Is Block Cheese Healthier Than Shredded Cheese?

Block cheese and pre-shredded cheese start as the same product, so their core nutrition is nearly identical. The real difference is what gets added after shredding: anti-caking agents, preservatives, and sometimes extra starch that can subtly change what you’re eating and how the cheese behaves in your cooking.

What’s Actually in Pre-Shredded Cheese

When cheese is shredded at a factory, the thin strands would clump into a solid mass in the bag without help. To prevent that, manufacturers coat the shreds with anti-caking agents. The most common blends include potato starch, cellulose (a plant-based fiber), corn starch, and calcium sulfate. These coatings are typically applied at 2 to 4% of the total weight, though formulations tested in food science research range from 1 to 5% by weight.

That means in an 8-ounce bag of shredded cheddar, roughly 5 to 10 grams of the weight isn’t cheese at all. It’s starch and fiber powder. You’ll also find natamycin on many ingredient labels. This is an antifungal compound added to prevent mold growth on the exposed shred surfaces, extending shelf life significantly compared to freshly cut cheese.

Block cheese, by contrast, typically lists just milk, salt, enzymes, and a coloring agent like annatto. The intact block has far less surface area exposed to air, so it doesn’t need anti-clumping coatings or extra mold inhibitors.

How the Additives Affect Nutrition

Cellulose and potato starch are generally recognized as safe food additives. Cellulose is indigestible plant fiber, so your body passes it through without absorbing it. Potato starch and corn starch do carry a small number of calories and carbohydrates, which is why pre-shredded cheese often shows 1 to 2 extra grams of carbohydrate per serving compared to the same cheese sold in block form. For anyone counting carbs closely, particularly on a ketogenic diet, those grams add up across multiple servings.

The protein, fat, and calcium content per actual gram of cheese is the same in both forms. But because the anti-caking agents dilute the cheese by weight, you’re getting slightly less cheese per ounce when you buy it pre-shredded. The difference is small (roughly 2 to 5%), but it’s real. If you measure cheese by volume rather than weight, the gap widens further because the coating makes shreds less dense and harder to pack tightly into a measuring cup.

Taste and Melting Differences

This is where many people notice the biggest practical gap. The starch and cellulose coating on pre-shredded cheese interferes with how the cheese melts. Starches absorb moisture and create a barrier between cheese strands, which is why shredded cheese from a bag often melts into a clumpy, grainy texture rather than the smooth, stretchy pool you get from freshly grated block cheese. Research on anti-caking agents in cheddar shreds found that higher concentrations of these coatings noticeably affected consumer perception of texture and appearance.

If you’re topping a casserole or sprinkling cheese over a salad, the difference is minimal. But for sauces, fondues, or anything where you want a smooth melt, block cheese performs significantly better. The starch coatings can also mute flavor slightly, since the powder sits between your tongue and the cheese surface.

Sodium and Preservatives

Some pre-shredded cheese brands add extra salt beyond what’s in the base cheese, though this varies by manufacturer. Always compare the sodium line on the nutrition label if this matters to you. The more consistent difference is natamycin, the antifungal preservative. It’s effective at extremely low concentrations (active against common cheese molds at just a few micrograms per milliliter) and is approved for use in dozens of countries. No strong evidence links it to digestive problems at the levels used in food, but it is an ingredient that block cheese simply doesn’t need.

When Pre-Shredded Cheese Makes Sense

The health gap between block and shredded cheese is genuine but modest. You’re talking about a few extra grams of starch, a preservative in trace amounts, and slightly less actual cheese per ounce. For most people, those differences won’t meaningfully change their diet. Pre-shredded cheese saves real time, and if the convenience means you cook at home instead of ordering takeout, that tradeoff works in your favor nutritionally.

Where block cheese clearly wins is in three scenarios: you’re closely tracking carbohydrates, you want the cleanest possible ingredient list, or you care about how the cheese melts and tastes in cooked dishes. Buying a block and grating it yourself takes an extra minute or two but gives you pure cheese with no fillers, better melting, and often a lower price per ounce. Many grocery stores price block cheese 20 to 30% lower than the equivalent shredded version, so you save money while getting more actual cheese.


> _Your instructions_:
Down to the last line, print the data that follows exactly, without its pictures.

> _Provided data_:
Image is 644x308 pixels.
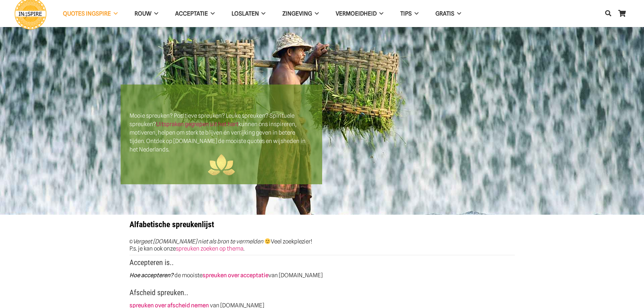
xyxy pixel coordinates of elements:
[208,154,235,176] img: ingspire
[427,5,469,23] a: GRATIS
[232,10,259,17] span: Loslaten
[401,10,412,17] span: TIPS
[435,10,454,17] span: GRATIS
[63,10,111,17] span: QUOTES INGSPIRE
[54,5,126,23] a: QUOTES INGSPIRE
[129,238,515,252] p: Veel zoekplezier! P.s. je kan ook onze .
[274,5,327,23] a: Zingeving
[129,112,314,176] span: Mooie spreuken? Positieve spreuken? Leuke spreuken? Spirituele spreuken? kunnen ons inspireren, m...
[129,239,133,244] span: ©
[129,288,515,301] h3: Afscheid spreuken..
[133,238,264,245] em: Vergeet [DOMAIN_NAME] niet als bron te vermelden
[202,272,268,279] a: spreuken over acceptatie
[129,272,173,279] strong: Hoe accepteren?
[166,5,223,23] a: Acceptatie
[392,5,427,23] a: TIPS
[327,5,392,23] a: VERMOEIDHEID
[129,220,214,229] strong: Alfabetische spreukenlijst
[175,10,208,17] span: Acceptatie
[126,5,166,23] a: ROUW
[129,258,515,271] h3: Accepteren is..
[265,238,271,244] img: 🙂
[336,10,377,17] span: VERMOEIDHEID
[129,271,515,280] p: de mooiste van [DOMAIN_NAME]
[156,121,238,128] a: Uitspraken gegrepen uit het hart
[176,245,243,252] a: spreuken zoeken op thema
[135,10,151,17] span: ROUW
[282,10,312,17] span: Zingeving
[223,5,274,23] a: Loslaten
[602,5,615,21] a: Zoeken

> _Solution below_:
Image is 644x308 pixels.
xyxy pixel coordinates of elements:
[208,154,235,176] img: ingspire
[427,5,469,23] a: GRATIS
[232,10,259,17] span: Loslaten
[401,10,412,17] span: TIPS
[435,10,454,17] span: GRATIS
[63,10,111,17] span: QUOTES INGSPIRE
[54,5,126,23] a: QUOTES INGSPIRE
[129,238,515,252] p: Veel zoekplezier! P.s. je kan ook onze .
[274,5,327,23] a: Zingeving
[129,112,314,176] span: Mooie spreuken? Positieve spreuken? Leuke spreuken? Spirituele spreuken? kunnen ons inspireren, m...
[129,239,133,244] span: ©
[129,288,515,301] h3: Afscheid spreuken..
[133,238,264,245] em: Vergeet [DOMAIN_NAME] niet als bron te vermelden
[202,272,268,279] a: spreuken over acceptatie
[129,272,173,279] strong: Hoe accepteren?
[166,5,223,23] a: Acceptatie
[392,5,427,23] a: TIPS
[327,5,392,23] a: VERMOEIDHEID
[129,220,214,229] strong: Alfabetische spreukenlijst
[175,10,208,17] span: Acceptatie
[126,5,166,23] a: ROUW
[129,258,515,271] h3: Accepteren is..
[265,238,271,244] img: 🙂
[336,10,377,17] span: VERMOEIDHEID
[129,271,515,280] p: de mooiste van [DOMAIN_NAME]
[156,121,238,128] a: Uitspraken gegrepen uit het hart
[176,245,243,252] a: spreuken zoeken op thema
[135,10,151,17] span: ROUW
[282,10,312,17] span: Zingeving
[223,5,274,23] a: Loslaten
[602,5,615,21] a: Zoeken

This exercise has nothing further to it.